One obvious change is that many verbal links to actions have been replaced by icons, some of which are far from self-explanatory. It’s also no longer possible to select multiple comments for approval or deletion.
This blogger is certainly far from impressed, and neither is this Twitter user:
Same here :-(
So slooow and half the functions I need are now either missing or practically unusable. I've managed to swap back to the legacy interface for now, but don't know how long I can avoid the new rubbish.
— Stephanie Jane (@Stephanie_Jne) August 4, 2020
Everyone uses these platforms in their own way, so one person’s experience isn’t necessarily typical of the general picture, and I’m sure I only use a limited subset of the features that are available. I tend to create posts in Word and then copy them into the composing window to add the final formatting touches and import any pictures.

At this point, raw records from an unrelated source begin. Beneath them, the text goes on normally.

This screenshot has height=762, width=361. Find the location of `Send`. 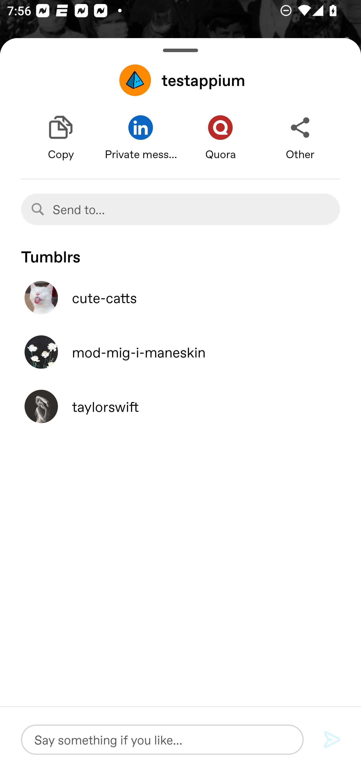

Send is located at coordinates (332, 740).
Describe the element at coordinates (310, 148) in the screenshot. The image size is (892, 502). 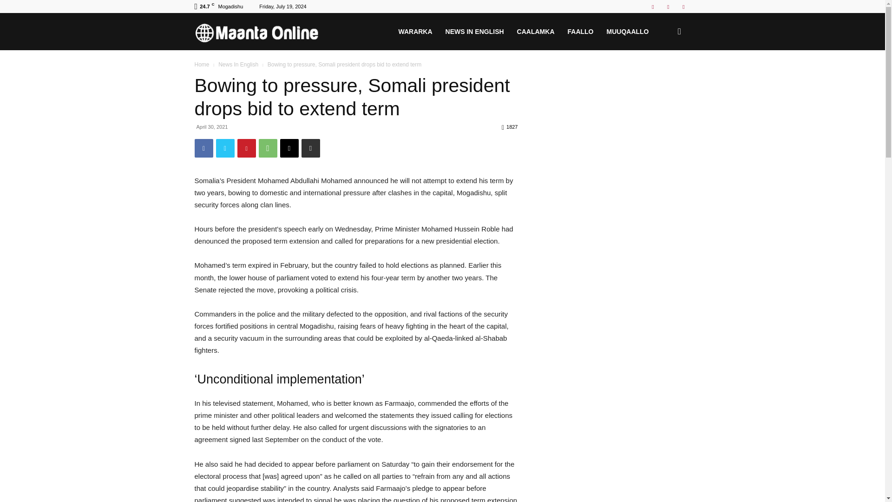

There are two options for this – the HTML view and the Compose view. The latter ostensibly offers a WYSYWIG interface, but it can be very fiddly to set up items as you want them, and the end result still doesn’t necessarily reflect what you see on the screen. So, for the limited amount of formatting I want to do, mainly inserting pictures and links, I tend to prefer the HTML view, where you are at least in full control of how the final version will actually appear. But they have now dispensed with the options to import pictures and add links, meaning that the former have to be done through the Compose view and the latter require manual input of the necessary code. It can still be done, but it’s more time-consuming if your blog is anything more than a slab of plain text.
It’s not so bad as to be completely unusable, but it will certainly make creating new blogs in future a more time-consuming, fiddly and laborious and process. And for anyone wanting to set up a new blog, I certainly wouldn’t recommend they used Blogger to host it.